Iain Martin: Cold War Lessons Lost on Obama?
[Iain Martin is Deputy Editor of the Wall Street Journal Europe. He writes on politics.]
The U.S. administration’s abandonment of the missile shield programme today suggests that nobody in the administration has examined the lessons of the Cold War in Europe in any detail. Or if they have, they have been studying the 1970s and drawn precisely the wrong conclusions. They should read on into the 1980s to discover that concessions are only worth making from a position of strength and in return for equal or much greater concessions from the Russians...
... The Iranians too will be marveling at what this exercise says about the strength, or weakness, of the U.S. administration’s determination to protect the interests of America and its allies abroad. Marcin Sobczyk in Poland has already explained on our New Europe blog the impact that this will have on a country where memories are fresh of Russian interference and bullying. He also charts how Polish politicking delayed the deal with the Bush administration to house the missile shield facilities. That disastrous delay gave Obama’s team an opportunity to kill the programme, as they have today.
From Britain expect supine silence. (If Margaret Thatcher was the current occupant of Number 10 she would have been on the first flight out of London to Washington this morning to give the President a handbagging.) From Germany and France? Don’t expect much noise either.
Read entire article at The Wall Street Journal
The U.S. administration’s abandonment of the missile shield programme today suggests that nobody in the administration has examined the lessons of the Cold War in Europe in any detail. Or if they have, they have been studying the 1970s and drawn precisely the wrong conclusions. They should read on into the 1980s to discover that concessions are only worth making from a position of strength and in return for equal or much greater concessions from the Russians...
... The Iranians too will be marveling at what this exercise says about the strength, or weakness, of the U.S. administration’s determination to protect the interests of America and its allies abroad. Marcin Sobczyk in Poland has already explained on our New Europe blog the impact that this will have on a country where memories are fresh of Russian interference and bullying. He also charts how Polish politicking delayed the deal with the Bush administration to house the missile shield facilities. That disastrous delay gave Obama’s team an opportunity to kill the programme, as they have today.
From Britain expect supine silence. (If Margaret Thatcher was the current occupant of Number 10 she would have been on the first flight out of London to Washington this morning to give the President a handbagging.) From Germany and France? Don’t expect much noise either.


- _TASK TO CARRY OUT_: Scan the listing for the word "plot" and report every line that contains it.

- _MATERIAL PROVIDED_:
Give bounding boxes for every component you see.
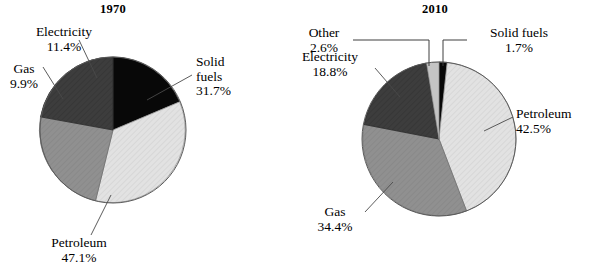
callout-petroleum-1970-name: Petroleum [27,236,131,251]
callout-petroleum-2010-name: Petroleum [516,107,591,122]
callout-petroleum-1970-value: 47.1% [27,251,131,266]
callout-solid-fuels-2010-value: 1.7% [471,41,567,56]
callout-solid-fuels-1970-name-line2: fuels [196,70,282,85]
callout-solid-fuels-2010: Solid fuels 1.7% [471,26,567,55]
callout-electricity-2010-value: 18.8% [287,65,373,80]
pie-slice-electricity-1970 [41,57,113,130]
callout-electricity-2010: Electricity 18.8% [287,50,373,79]
callout-other-2010-name: Other [293,26,355,41]
callout-petroleum-2010: Petroleum 42.5% [516,107,591,136]
callout-electricity-1970-name: Electricity [12,25,116,40]
chart-panel-1970: 1970 [0,0,296,275]
callout-electricity-2010-name: Electricity [287,50,373,65]
callout-electricity-1970: Electricity 11.4% [12,25,116,54]
callout-gas-2010-value: 34.4% [307,220,363,235]
callout-solid-fuels-1970: Solid fuels 31.7% [196,55,282,99]
callout-petroleum-1970: Petroleum 47.1% [27,236,131,265]
callout-solid-fuels-1970-value: 31.7% [196,84,282,99]
callout-petroleum-2010-value: 42.5% [516,122,591,137]
pie-chart-figure: 1970 [0,0,591,275]
chart-panel-2010: 2010 [295,0,591,275]
callout-gas-2010: Gas 34.4% [307,205,363,234]
callout-gas-1970: Gas 9.9% [0,62,50,91]
callout-gas-2010-name: Gas [307,205,363,220]
callout-gas-1970-name: Gas [0,62,50,77]
callout-gas-1970-value: 9.9% [0,77,50,92]
callout-electricity-1970-value: 11.4% [12,40,116,55]
callout-solid-fuels-2010-name: Solid fuels [471,26,567,41]
callout-solid-fuels-1970-name-line1: Solid [196,55,282,70]
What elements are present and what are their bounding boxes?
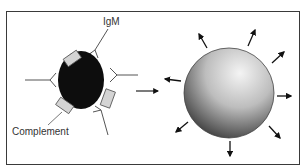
diagram-canvas [0,0,307,167]
lysed-cell [184,48,274,138]
igm-label: IgM [103,16,120,27]
complement-label: Complement [12,126,69,137]
complement-pointer [48,112,62,125]
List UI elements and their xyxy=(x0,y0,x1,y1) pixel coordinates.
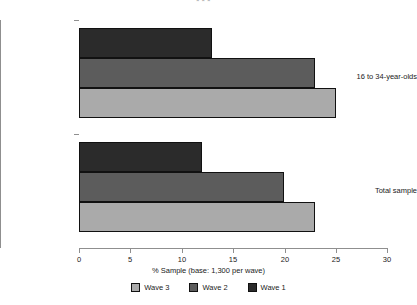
bar-total-wave1 xyxy=(79,142,202,172)
x-axis-tick-label-5: 5 xyxy=(118,255,142,264)
x-axis-tick-label-0: 0 xyxy=(67,255,91,264)
x-axis-tick-label-25: 25 xyxy=(324,255,348,264)
category-label-16-to-34-year-olds: 16 to 34-year-olds xyxy=(345,72,417,81)
y-axis-line xyxy=(0,20,1,248)
x-axis-tick-5 xyxy=(130,248,131,253)
bar-total-wave3 xyxy=(79,202,315,232)
x-axis-tick-label-15: 15 xyxy=(221,255,245,264)
x-axis-tick-15 xyxy=(233,248,234,253)
x-axis-tick-25 xyxy=(336,248,337,253)
legend-label-wave-2: Wave 2 xyxy=(202,283,227,292)
x-axis-tick-20 xyxy=(285,248,286,253)
y-axis-tick-top xyxy=(74,20,79,21)
y-axis-tick-middle xyxy=(74,134,79,135)
horizontal-bar-chart: *** 16 to 34-year-olds Total sample 0 5 … xyxy=(0,0,417,305)
x-axis-tick-0 xyxy=(79,248,80,253)
legend-label-wave-1: Wave 1 xyxy=(261,283,286,292)
category-label-total-sample: Total sample xyxy=(345,186,417,195)
legend-item-wave-3: Wave 3 xyxy=(131,283,169,292)
bar-total-wave2 xyxy=(79,172,284,202)
legend-swatch-icon-wave-3 xyxy=(131,283,140,292)
x-axis-tick-10 xyxy=(182,248,183,253)
legend-swatch-icon-wave-1 xyxy=(248,283,257,292)
x-axis-title: % Sample (base: 1,300 per wave) xyxy=(0,266,417,276)
bar-16to34-wave3 xyxy=(79,88,336,118)
bar-16to34-wave1 xyxy=(79,28,212,58)
legend-item-wave-2: Wave 2 xyxy=(189,283,227,292)
x-axis-tick-label-30: 30 xyxy=(375,255,399,264)
legend-item-wave-1: Wave 1 xyxy=(248,283,286,292)
chart-legend: Wave 3 Wave 2 Wave 1 xyxy=(0,283,417,292)
x-axis-tick-label-20: 20 xyxy=(273,255,297,264)
legend-swatch-icon-wave-2 xyxy=(189,283,198,292)
bar-16to34-wave2 xyxy=(79,58,315,88)
legend-label-wave-3: Wave 3 xyxy=(144,283,169,292)
x-axis-tick-30 xyxy=(387,248,388,253)
x-axis-tick-label-10: 10 xyxy=(170,255,194,264)
significance-marker: *** xyxy=(196,0,236,6)
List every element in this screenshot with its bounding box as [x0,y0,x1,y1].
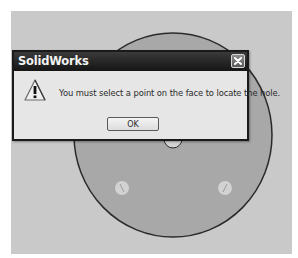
warning-icon [24,79,46,102]
close-button[interactable] [231,54,245,68]
message-dialog: SolidWorks You must select a point on th… [12,50,249,141]
dialog-titlebar[interactable]: SolidWorks [14,52,247,71]
ok-button[interactable]: OK [107,117,159,131]
right-hole[interactable] [218,181,232,195]
left-hole[interactable] [115,181,129,195]
close-icon [233,56,243,66]
dialog-message: You must select a point on the face to l… [59,88,280,98]
dialog-title: SolidWorks [18,54,89,68]
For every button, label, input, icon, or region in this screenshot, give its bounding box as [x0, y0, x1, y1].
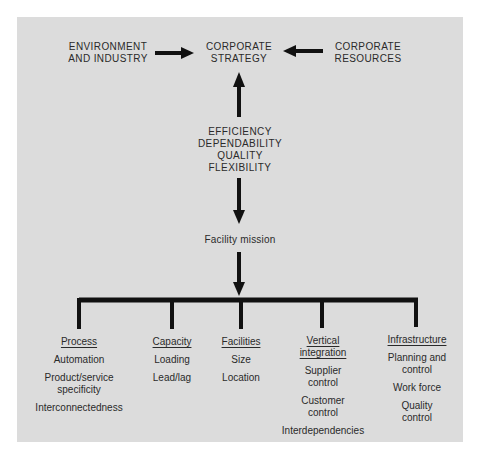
branch-heading: Capacity	[137, 336, 207, 348]
corporate-resources-node: CORPORATE RESOURCES	[323, 41, 413, 65]
branch-vertical-integration: Vertical integration Supplier control Cu…	[277, 335, 369, 443]
branch-item: Quality control	[392, 400, 442, 424]
branch-item: Product/service specificity	[44, 372, 114, 396]
criterion-flexibility: FLEXIBILITY	[180, 162, 300, 174]
branch-item: Interdependencies	[277, 425, 369, 437]
branch-item: Automation	[29, 354, 129, 366]
branch-item: Supplier control	[293, 365, 353, 389]
branch-heading: Facilities	[206, 336, 276, 348]
facility-mission-node: Facility mission	[180, 234, 300, 246]
environment-line2: AND INDUSTRY	[58, 53, 158, 65]
branch-item: Location	[206, 372, 276, 384]
strategy-line1: CORPORATE	[194, 41, 284, 53]
branch-facilities: Facilities Size Location	[206, 336, 276, 390]
branch-item: Interconnectedness	[29, 402, 129, 414]
branch-heading: Process	[29, 336, 129, 348]
branch-item: Size	[206, 354, 276, 366]
branch-item: Customer control	[293, 395, 353, 419]
criterion-efficiency: EFFICIENCY	[180, 126, 300, 138]
branch-item: Lead/lag	[137, 372, 207, 384]
branch-capacity: Capacity Loading Lead/lag	[137, 336, 207, 390]
environment-line1: ENVIRONMENT	[58, 41, 158, 53]
resources-line2: RESOURCES	[323, 53, 413, 65]
branch-item: Planning and control	[382, 352, 452, 376]
corporate-strategy-node: CORPORATE STRATEGY	[194, 41, 284, 65]
criterion-quality: QUALITY	[180, 150, 300, 162]
resources-line1: CORPORATE	[323, 41, 413, 53]
branch-process: Process Automation Product/service speci…	[29, 336, 129, 420]
strategy-line2: STRATEGY	[194, 53, 284, 65]
branch-item: Loading	[137, 354, 207, 366]
branch-item: Work force	[371, 382, 463, 394]
branch-heading: Infrastructure	[371, 334, 463, 346]
criterion-dependability: DEPENDABILITY	[180, 138, 300, 150]
branch-heading: Vertical integration	[293, 335, 353, 359]
criteria-node: EFFICIENCY DEPENDABILITY QUALITY FLEXIBI…	[180, 126, 300, 174]
environment-node: ENVIRONMENT AND INDUSTRY	[58, 41, 158, 65]
branch-infrastructure: Infrastructure Planning and control Work…	[371, 334, 463, 430]
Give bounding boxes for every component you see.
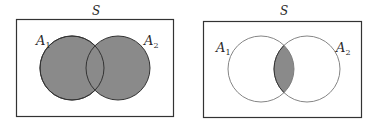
universe-label: S [280,4,288,18]
venn-diagram-union: S A1 A2 [17,4,174,117]
set-a2-circle [86,36,150,100]
venn-diagram-intersection: S A1 A2 [204,4,362,118]
universe-label: S [92,4,100,18]
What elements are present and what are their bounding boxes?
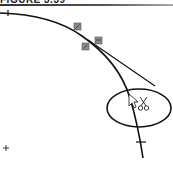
plus-icon [3, 145, 9, 151]
spline-curve[interactable] [0, 13, 143, 158]
tangent-constraint-icon[interactable] [95, 37, 102, 44]
scissors-icon [138, 97, 148, 110]
trim-region-ellipse [107, 89, 171, 127]
arrow-cursor-icon [129, 94, 138, 108]
sketch-canvas[interactable] [0, 0, 173, 186]
tangent-constraint-icon[interactable] [74, 23, 81, 30]
coincident-constraint-icon[interactable] [82, 43, 89, 50]
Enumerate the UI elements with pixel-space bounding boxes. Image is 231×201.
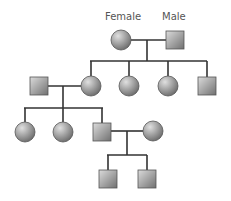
connector-lines: [24, 40, 207, 170]
female-symbol-g3-1: [15, 122, 35, 142]
male-symbol-g4-1: [99, 170, 117, 188]
male-symbol-g1: [166, 31, 184, 49]
male-symbol-g3-son: [93, 123, 111, 141]
female-symbol-g3-spouse: [143, 121, 163, 141]
female-symbol-g2-1: [81, 76, 101, 96]
pedigree-chart: [0, 0, 231, 201]
female-symbol-g2-2: [119, 76, 139, 96]
female-symbol-g3-2: [53, 122, 73, 142]
male-symbol-g2-son: [198, 77, 216, 95]
male-symbol-g2-spouse: [30, 77, 48, 95]
male-symbol-g4-2: [138, 170, 156, 188]
female-symbol-g2-3: [158, 76, 178, 96]
female-label: Female: [105, 11, 141, 22]
male-label: Male: [162, 11, 186, 22]
female-symbol-g1: [111, 30, 131, 50]
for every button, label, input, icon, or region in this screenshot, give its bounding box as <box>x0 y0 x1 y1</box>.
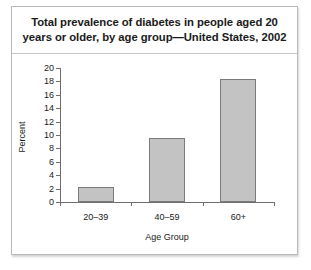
chart-axes: 02468101214161820 20–3940–5960+ <box>60 68 274 202</box>
y-tick-label: 8 <box>49 144 54 153</box>
y-tick <box>56 135 60 136</box>
figure-title-line-1: Total prevalence of diabetes in people a… <box>31 16 278 28</box>
y-tick-label: 20 <box>44 64 54 73</box>
x-category-label: 20–39 <box>83 212 108 222</box>
y-tick-label: 14 <box>44 104 54 113</box>
y-tick <box>56 68 60 69</box>
bar <box>149 138 185 202</box>
y-tick <box>56 189 60 190</box>
y-tick-label: 0 <box>49 198 54 207</box>
y-tick-label: 4 <box>49 171 54 180</box>
y-tick-label: 16 <box>44 90 54 99</box>
y-tick <box>56 122 60 123</box>
x-category-label: 60+ <box>231 212 246 222</box>
y-tick <box>56 148 60 149</box>
x-tick <box>131 202 132 206</box>
bar <box>220 79 256 202</box>
figure-title-text: Total prevalence of diabetes in people a… <box>23 15 287 45</box>
y-tick-label: 10 <box>44 131 54 140</box>
x-axis-line <box>60 202 274 203</box>
bar <box>78 187 114 202</box>
figure-title: Total prevalence of diabetes in people a… <box>12 7 297 54</box>
y-tick <box>56 162 60 163</box>
y-tick <box>56 175 60 176</box>
plot-region: Percent 02468101214161820 20–3940–5960+ … <box>12 54 299 255</box>
y-tick-label: 6 <box>49 157 54 166</box>
y-tick <box>56 108 60 109</box>
x-category-label: 40–59 <box>154 212 179 222</box>
y-tick <box>56 95 60 96</box>
figure-card: Total prevalence of diabetes in people a… <box>11 6 298 255</box>
y-tick-label: 18 <box>44 77 54 86</box>
figure-title-line-2: years or older, by age group—United Stat… <box>23 31 287 43</box>
x-tick <box>60 202 61 206</box>
x-tick <box>203 202 204 206</box>
y-axis-line <box>60 68 61 202</box>
y-tick-label: 12 <box>44 117 54 126</box>
x-tick <box>274 202 275 206</box>
y-tick-label: 2 <box>49 184 54 193</box>
y-axis-title: Percent <box>17 107 27 167</box>
x-axis-title: Age Group <box>60 232 274 242</box>
y-tick <box>56 81 60 82</box>
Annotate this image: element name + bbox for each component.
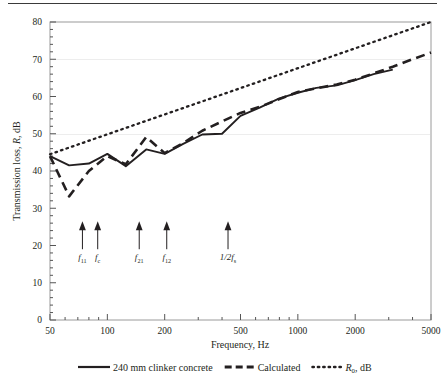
data-series-layer: [50, 22, 431, 196]
plot-frame: [50, 22, 431, 320]
legend-item-1: Calculated: [225, 362, 301, 373]
legend-item-2: R0, dB: [312, 362, 372, 375]
y-axis-tick-labels: 01020304050607080: [33, 17, 43, 325]
legend-item-0: 240 mm clinker concrete: [78, 362, 213, 373]
arrow-head: [79, 221, 86, 230]
faint-gridlines: [51, 60, 430, 135]
annotation-arrows-layer: f11fcf21f121/2fs: [78, 221, 237, 264]
y-tick-label: 40: [33, 166, 43, 176]
y-tick-label: 30: [33, 204, 43, 214]
annotation-f11: f11: [78, 221, 86, 264]
annotation-half-fs: 1/2fs: [220, 221, 237, 264]
annotation-fc: fc: [94, 221, 101, 264]
annotation-label-fc: fc: [95, 252, 101, 264]
annotation-f12: f12: [162, 221, 171, 264]
y-tick-label: 0: [37, 315, 42, 325]
x-axis-tick-labels: 50100200500100020005000: [45, 326, 441, 336]
chart-legend: 240 mm clinker concreteCalculatedR0, dB: [78, 362, 372, 375]
legend-label-0: 240 mm clinker concrete: [113, 362, 213, 373]
arrow-head: [94, 221, 101, 230]
arrow-head: [163, 221, 170, 230]
x-axis-title: Frequency, Hz: [211, 339, 270, 350]
y-tick-label: 70: [33, 55, 43, 65]
x-tick-label: 2000: [346, 326, 365, 336]
x-tick-label: 5000: [422, 326, 441, 336]
chart-figure: 01020304050607080 5010020050010002000500…: [0, 0, 445, 386]
x-tick-label: 1000: [288, 326, 307, 336]
arrow-head: [136, 221, 143, 230]
x-axis-ticks: [50, 314, 431, 320]
annotation-label-half-fs: 1/2fs: [220, 252, 237, 264]
y-tick-label: 80: [33, 17, 43, 27]
legend-label-2: R0, dB: [344, 362, 372, 375]
annotation-label-f21: f21: [135, 252, 144, 264]
x-tick-label: 50: [45, 326, 55, 336]
y-tick-label: 10: [33, 278, 43, 288]
annotation-f21: f21: [135, 221, 144, 264]
annotation-label-f12: f12: [162, 252, 171, 264]
y-tick-label: 50: [33, 129, 43, 139]
x-tick-label: 100: [100, 326, 115, 336]
legend-label-1: Calculated: [258, 362, 301, 373]
y-axis-title: Transmission loss, R, dB: [11, 121, 22, 221]
y-tick-label: 20: [33, 241, 43, 251]
annotation-label-f11: f11: [78, 252, 86, 264]
arrow-head: [225, 221, 232, 230]
x-tick-label: 500: [233, 326, 248, 336]
y-axis-ticks: [50, 22, 56, 320]
x-tick-label: 200: [158, 326, 173, 336]
y-tick-label: 60: [33, 92, 43, 102]
top-horizontal-rule: [8, 3, 437, 4]
transmission-loss-chart: 01020304050607080 5010020050010002000500…: [0, 0, 445, 386]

- _SOLUTION TO THIS PROBLEM_:
plot-region: Percent 02468101214161820 20–3940–5960+ … <box>12 54 299 255</box>
plot-frame: [50, 22, 431, 320]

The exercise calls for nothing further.